Growers must also have crop insurance for the affected crops, he said.
The office staff is brushing up on the regulations, Craig said.
“We haven't had this in our area for a long time, thankfully,” he said.
Sugar beets probably suffered the most frost damage, Craig said, but alfalfa seed growers and those with damaged dry beans may also qualify for emergency loans.
According to a USDA Farm Service Agency fact sheet, farmers who suffered at least 30-percent losses may qualify for loans to cover operating and real estate costs, to pay for essential family living expenses or production costs for the disaster year or to reorganize or refinance certain debts. They can apply for up to $500,000 in loans.
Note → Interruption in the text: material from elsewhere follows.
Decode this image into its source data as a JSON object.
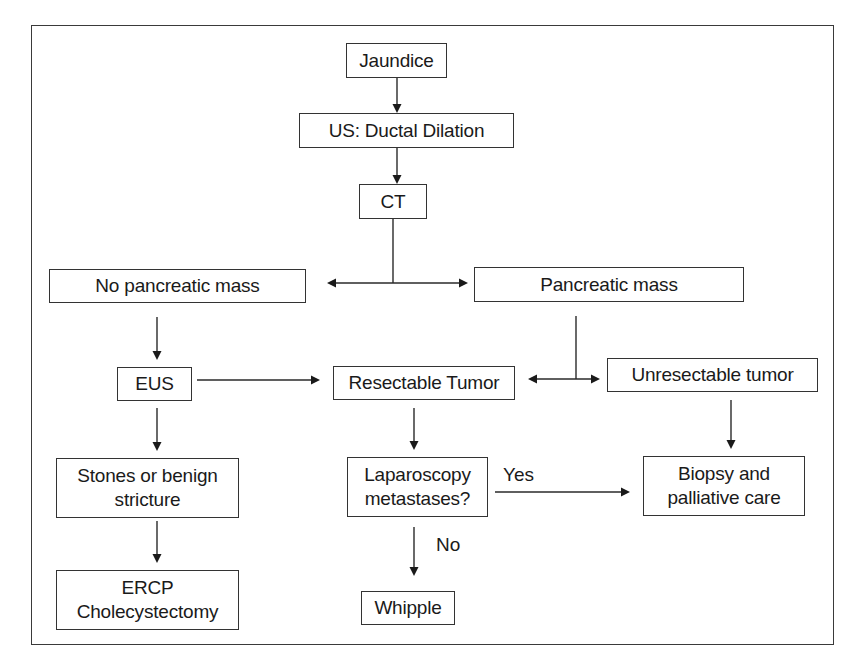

Craig said one problem is that as the first sugar beet payment comes in, it will likely be much less than a grower anticipated because the crop was less than projected.
“People may have spent that money already” to prepare for next year, buying fertilizer, seed or other necessities, Craig said.
Growers have several months to apply for the loans in part because they may not know what expenses they have to cover yet, Craig said.
“These are the kinds of conditions that don't show themselves right away,” he said.
Other USDA programs, such as the Supplemental Revenue Assistance Program (SURE), may be available to local growers. Information is available from local Farm Service Agency offices or at http://disaster.fsa.usda.gov.
The Western Sugar Cooperative sugar beet harvest in the Lovell district ended Dec. 4 as another enduring cold snap began with approximately 30 percent of the harvest still in the ground.